OOM killer: what it is, why it happens, and how to stop it
The Reflex Team10 minFebruary 2026
The Linux OOM killer is not out to get PHP specifically—but PHP-FPM is an easy target because you voluntarily run a pool of fat processes that each look like a juicy allocation to the kernel.
What the OOM killer actually is
When the kernel cannot satisfy a memory allocation request and reclaiming caches is not enough, it picks a process (or several) and sends SIGKILL. No graceful shutdown. Your framework never runs terminate().
Kernel log lines look like:
Out of memory: Killed process 18421 (php-fpm8.2) total-vm:2458112kB, anon-rss:198764kB
That is your post-mortem receipt.
Why PHP-FPM is exposed
Each worker is a separate process with its own RSS. memory_limit protects PHP from itself, not from the sum of children × peak memory. If traffic spikes and thirty workers each grab 200 MB, you are in trouble before memory_limit trips—because the kernel looks at system free memory, not per-interpreter limits.
Read the evidence
dmesg -T | grep -i "killed process"— who died and when.journalctl -kon systemd hosts—same story, nicer timestamps.- FPM slow log and nginx upstream timers—symptoms before death.
Tuning pm.max_children with arithmetic
Rough guardrail (simplified):
max_children ≈ (available_ram_for_fpm) / (expected_peak_rss_per_worker)
Leave headroom for MySQL, Redis, nginx, page cache, and the OS. If your math says forty children on a 2 GiB VPS, your app is not "efficient"—your server is undersized or your workers are too heavy.
Swap: friend and liar
A little swap can prevent trivial spikes from killing workers. Lots of swap just turns fast death into slow thrashing. Watch si/so in vmstat. If you are swapping hard under load, you are already losing.
oom_score_adj (advanced)
Operators sometimes nudge OOM priority so the agent or sshd survives longer than a runaway worker. That is a scalpel, not a bandage—document why you did it.
What Reflex adds
We care about OOM kills because they are frequently the first domino: upstream resets, retry storms, partial writes. Reflex correlates kernel OOM events with pool pressure and recent deploy markers so you are not reconstructing timelines from three tabs at 3am.
Bottom line
Respect the kernel budget. Measure worker RSS honestly. Treat max_children as a capacity plan, not a default in a tutorial. Your future self—sleeping—will thank you.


TASK DIRECTIONS
Search the entries for the word "this" and return every line where it is found.

Dataset entries on figures
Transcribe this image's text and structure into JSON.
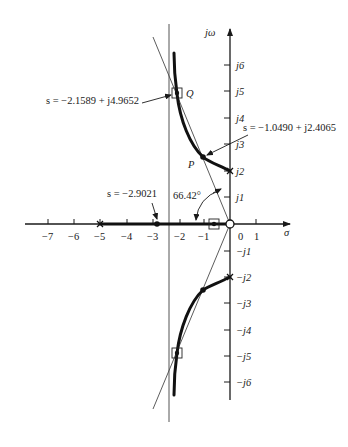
{
  "figure": {
    "type": "root-locus",
    "axes": {
      "x_label": "σ",
      "y_label": "jω",
      "x_ticks": [
        {
          "value": -7,
          "label": "−7"
        },
        {
          "value": -6,
          "label": "−6"
        },
        {
          "value": -5,
          "label": "−5"
        },
        {
          "value": -4,
          "label": "−4"
        },
        {
          "value": -3,
          "label": "−3"
        },
        {
          "value": -2,
          "label": "−2"
        },
        {
          "value": -1,
          "label": "−1"
        },
        {
          "value": 0,
          "label": "0"
        },
        {
          "value": 1,
          "label": "1"
        }
      ],
      "y_ticks": [
        {
          "value": 6,
          "label": "j6"
        },
        {
          "value": 5,
          "label": "j5"
        },
        {
          "value": 4,
          "label": "j4"
        },
        {
          "value": 3,
          "label": "j3"
        },
        {
          "value": 2,
          "label": "j2"
        },
        {
          "value": 1,
          "label": "j1"
        },
        {
          "value": -1,
          "label": "−j1"
        },
        {
          "value": -2,
          "label": "−j2"
        },
        {
          "value": -3,
          "label": "−j3"
        },
        {
          "value": -4,
          "label": "−j4"
        },
        {
          "value": -5,
          "label": "−j5"
        },
        {
          "value": -6,
          "label": "−j6"
        }
      ]
    },
    "poles": [
      {
        "re": -5,
        "im": 0
      },
      {
        "re": 0,
        "im": 2
      },
      {
        "re": 0,
        "im": -2
      }
    ],
    "open_circle": {
      "re": 0,
      "im": 0
    },
    "zero_box": {
      "re": -0.6,
      "im": 0
    },
    "points": {
      "P": {
        "label": "P",
        "re": -1.049,
        "im": 2.4065,
        "annotation": "s = −1.0490 + j2.4065"
      },
      "Q": {
        "label": "Q",
        "re": -2.1589,
        "im": 4.9652,
        "annotation": "s = −2.1589 + j4.9652"
      },
      "breakaway": {
        "re": -2.9021,
        "im": 0,
        "annotation": "s = −2.9021"
      }
    },
    "angle_label": "66.42°",
    "vertical_line_sigma": -2.3
  }
}
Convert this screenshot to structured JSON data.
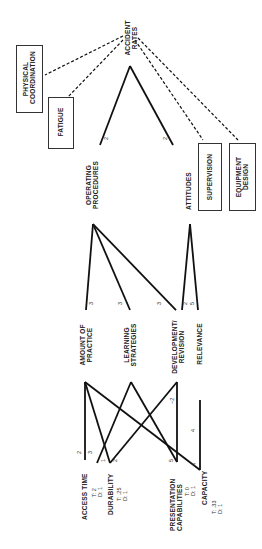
{
  "diagram": {
    "orientation": "rotated-90-ccw",
    "top_node": {
      "label_1": "ACCIDENT",
      "label_2": "RATES"
    },
    "external_factors": [
      {
        "label_1": "PHYSICAL",
        "label_2": "COORDINATION"
      },
      {
        "label_1": "FATIGUE"
      },
      {
        "label_1": "SUPERVISION"
      },
      {
        "label_1": "EQUIPMENT",
        "label_2": "DESIGN"
      }
    ],
    "level2": [
      {
        "label_1": "OPERATING",
        "label_2": "PROCEDURES",
        "weight_to_top": "2"
      },
      {
        "label_1": "ATTITUDES",
        "weight_to_top": "2"
      }
    ],
    "level3": [
      {
        "label_1": "AMOUNT OF",
        "label_2": "PRACTICE"
      },
      {
        "label_1": "LEARNING",
        "label_2": "STRATEGIES"
      },
      {
        "label_1": "DEVELOPMENT/",
        "label_2": "REVISION"
      },
      {
        "label_1": "RELEVANCE"
      }
    ],
    "level3_weights": {
      "op_to_amount": "3",
      "op_to_learning": "3",
      "op_to_development": "3",
      "att_to_development": "2",
      "att_to_relevance": "5"
    },
    "level4": [
      {
        "label": "ACCESS TIME",
        "t": "T:  2",
        "d": "D:  1"
      },
      {
        "label": "DURABILITY",
        "t": "T:  .25",
        "d": "D:  1"
      },
      {
        "label_1": "PRESENTATION",
        "label_2": "CAPABILITIES",
        "t": "T:  0",
        "d": "D:  1"
      },
      {
        "label": "CAPACITY",
        "t": "T:  .33",
        "d": "D:  1"
      }
    ],
    "level4_weights": {
      "access_a": "2",
      "access_b": "3",
      "durability_a": "1",
      "durability_b": "2",
      "presentation": "5",
      "development_presentation": "−2",
      "relevance_capacity": "4",
      "capacity": "4"
    }
  }
}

RESPONSE AREA
Transcribe this image's text and structure into JSON.
Convert this screenshot to structured JSON data.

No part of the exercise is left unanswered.